Records shown —
· · · · · · ·

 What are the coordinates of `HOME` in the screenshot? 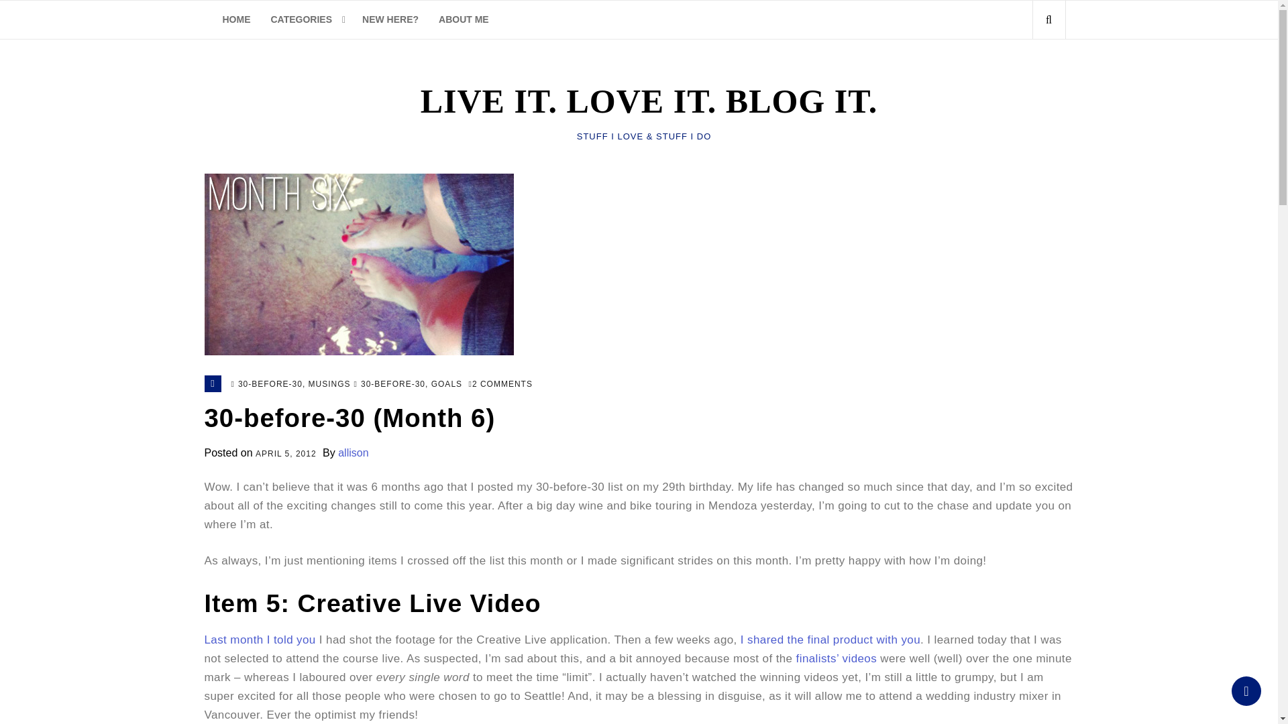 It's located at (236, 20).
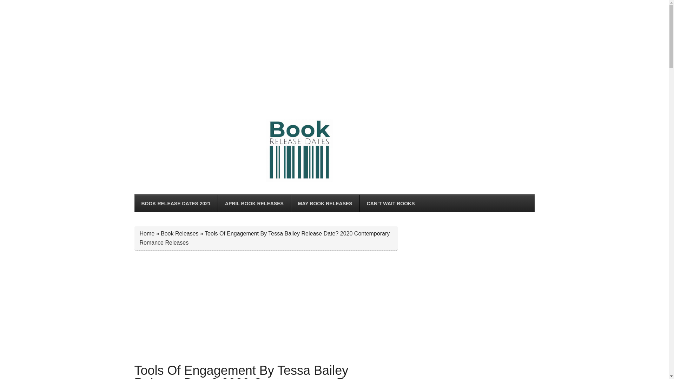 The height and width of the screenshot is (379, 674). Describe the element at coordinates (254, 204) in the screenshot. I see `APRIL BOOK RELEASES` at that location.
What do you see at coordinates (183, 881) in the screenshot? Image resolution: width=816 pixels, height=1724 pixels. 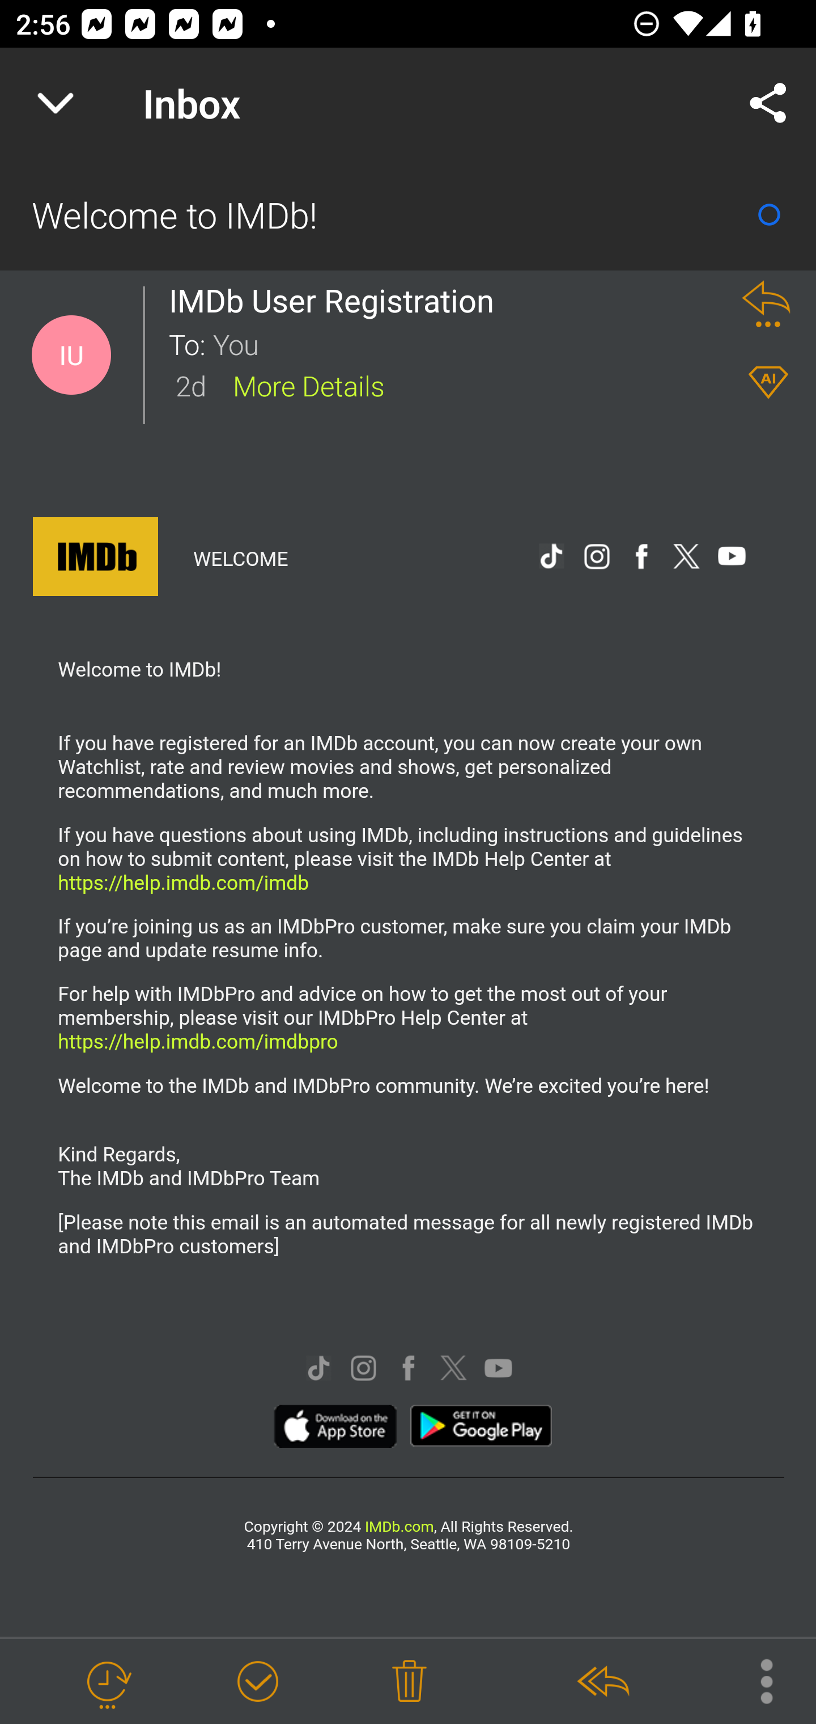 I see `https://help.imdb.com/imdb` at bounding box center [183, 881].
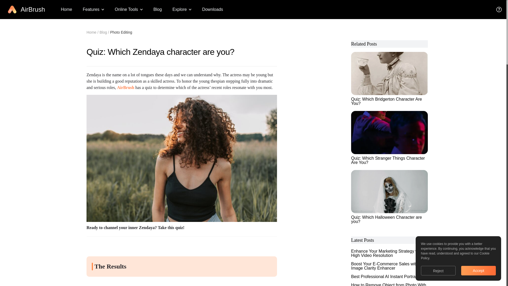 The image size is (508, 286). Describe the element at coordinates (91, 32) in the screenshot. I see `Home` at that location.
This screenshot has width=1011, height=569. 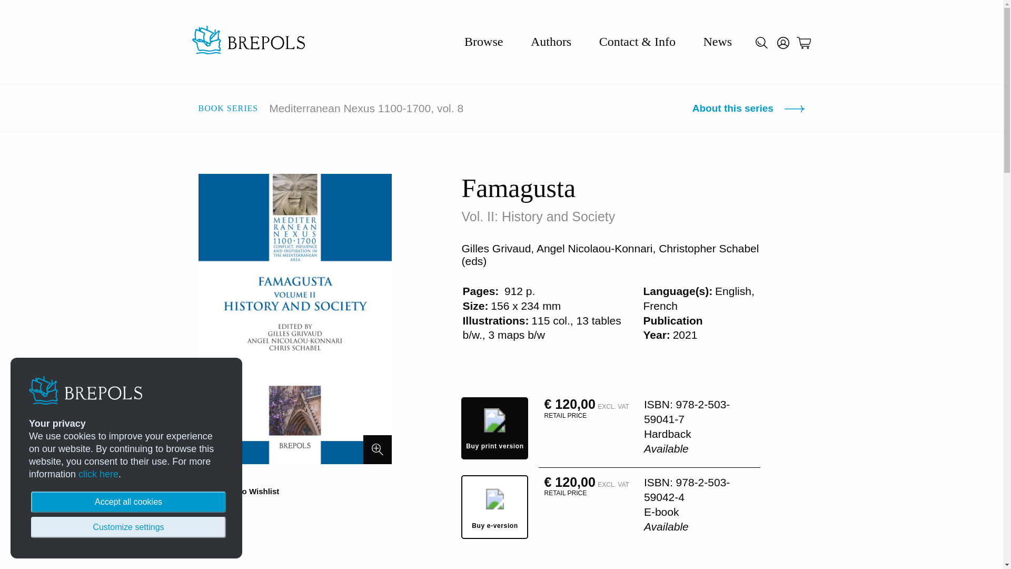 What do you see at coordinates (551, 41) in the screenshot?
I see `Authors` at bounding box center [551, 41].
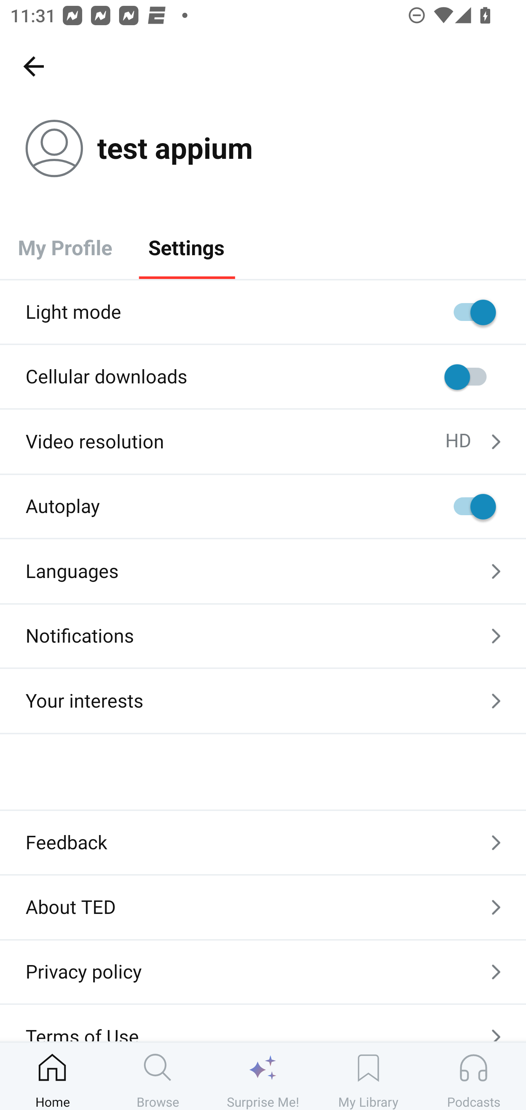  Describe the element at coordinates (263, 1023) in the screenshot. I see `Terms of Use` at that location.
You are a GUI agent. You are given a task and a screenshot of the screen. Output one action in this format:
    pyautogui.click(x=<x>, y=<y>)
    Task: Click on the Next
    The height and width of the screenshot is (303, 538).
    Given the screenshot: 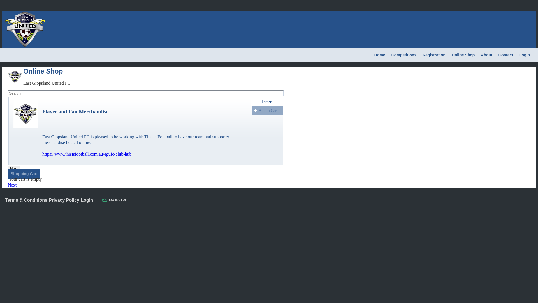 What is the action you would take?
    pyautogui.click(x=12, y=185)
    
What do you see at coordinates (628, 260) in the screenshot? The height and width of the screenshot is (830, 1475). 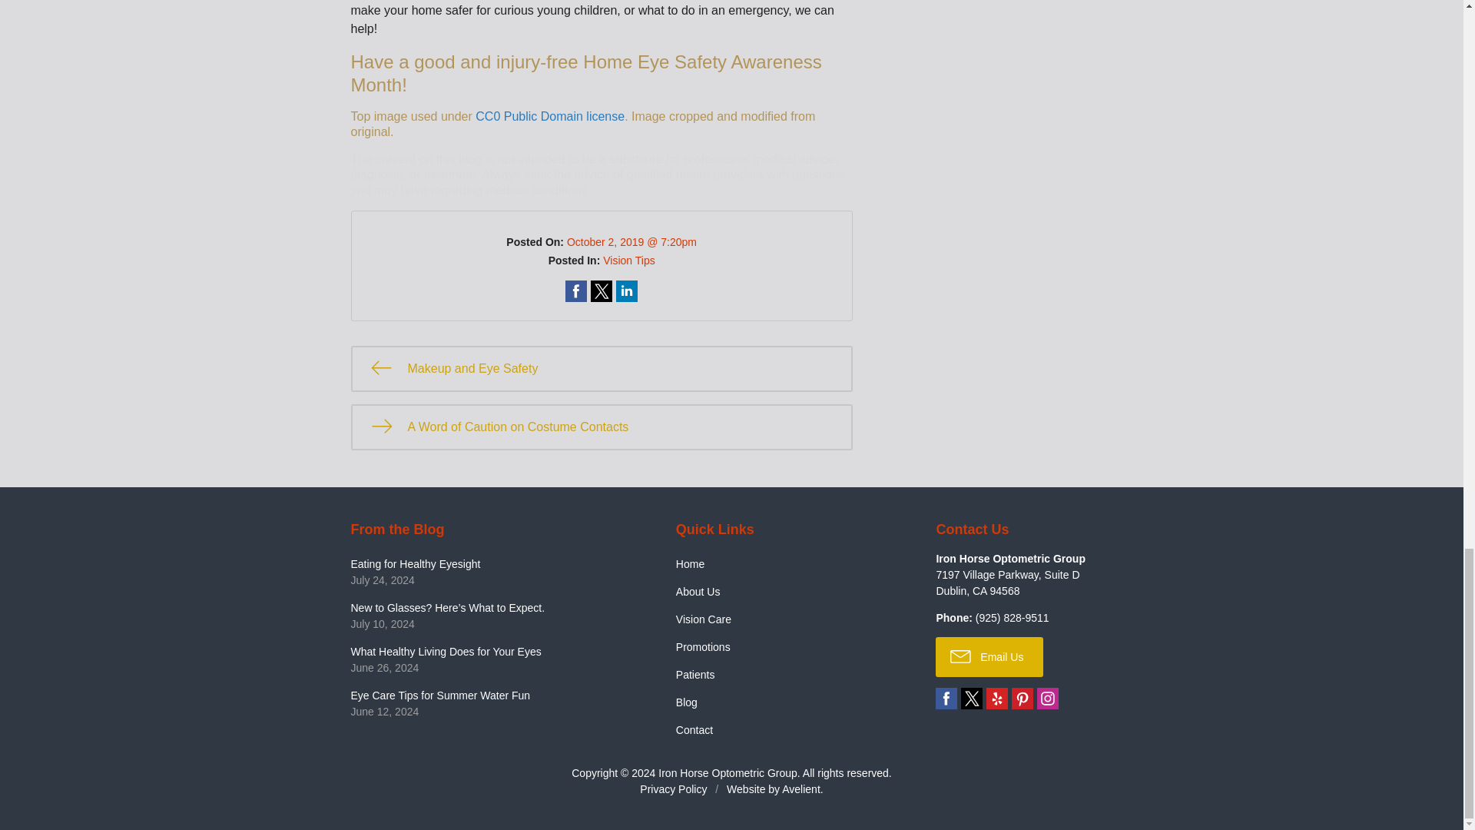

· · · · · · ·

To do — When the line with "You are a GUI" is reached in the data above, begin copying, and stop after the line with "The height and width of the screenshot is (303, 538)."; copy each line exactly, both ends included.

Output for this exercise —
You are a GUI agent. You are given a task and a screenshot of the screen. Output one action in this format:
    pyautogui.click(x=<x>, y=<y>)
    Task: Click on the Next
    The height and width of the screenshot is (303, 538).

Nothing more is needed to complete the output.